Native American Heritage Month Spotlight Joy Harjo

This month, in celebration of Native American Heritage Month, we will be highlighting some of the many remarkable contributors to Indian country. In no way is this list comprehensive or extensive.

Joy Harjo, the first Native American Poet Laureate.

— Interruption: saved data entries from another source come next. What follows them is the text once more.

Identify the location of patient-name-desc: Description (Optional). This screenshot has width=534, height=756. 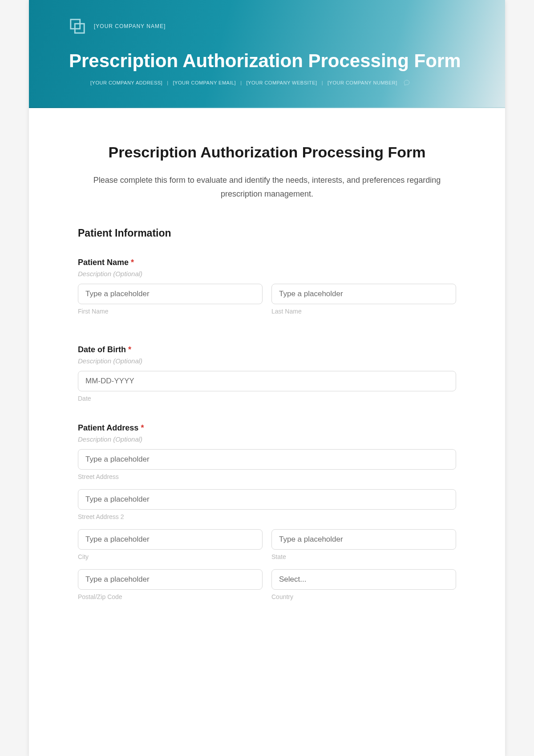
(267, 274). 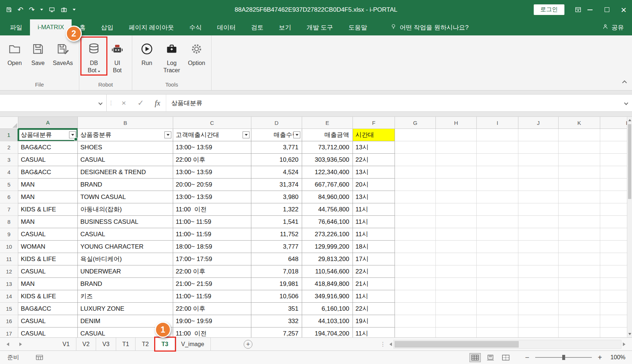 I want to click on cell-B1: 상품중분류, so click(x=126, y=135).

Joy Harjo is an internationally renowned performer and writer of the Muscogee (Creek) Nation and was named the 23rd Poet Laureate of the United States in 2019.
The author of nine books of poetry, several plays and children’s books, and a memoir, Crazy Brave, her many honors include the Ruth Lily Prize for Lifetime Achievement from the Poetry Foundation, the Academy of American Poets Wallace Stevens Award, a PEN USA Literary Award, Lila Wallace-Reader’s Digest Fund Writers’ Award, a Rasmuson US Artist Fellowship, two NEA fellowships, and a Guggenheim Fellowship. Harjo is a chancellor of the Academy of American Poets and is a founding board member of the Native Arts and Cultures Foundation. She lives in Tulsa, Oklahoma, where she is a Tulsa Artist Fellow.

Eagle Poem
Eagle Poem To pray you open your whole self To sky, to earth, to sun, to moon. To one whole voice that is you. And know there is more That you can’t see, can’t hear Can’t know except in moments Steadily growing, and in languages That aren’t always sound but other Circles of motion. Like eagle that Sunday morning Over Salt River. Circles in blue sky In wind, swept our hearts clean With sacred wings. We see you, see ourselves and know That we must take the utmost care And kindness in all things. Breathe in, knowing we are made of All this, and breathe, knowing We are truly blessed because we Were born, and die soon, within a True circle of motion, Like eagle rounding out the morning Inside us. We pray that it will be done In beauty. In beauty.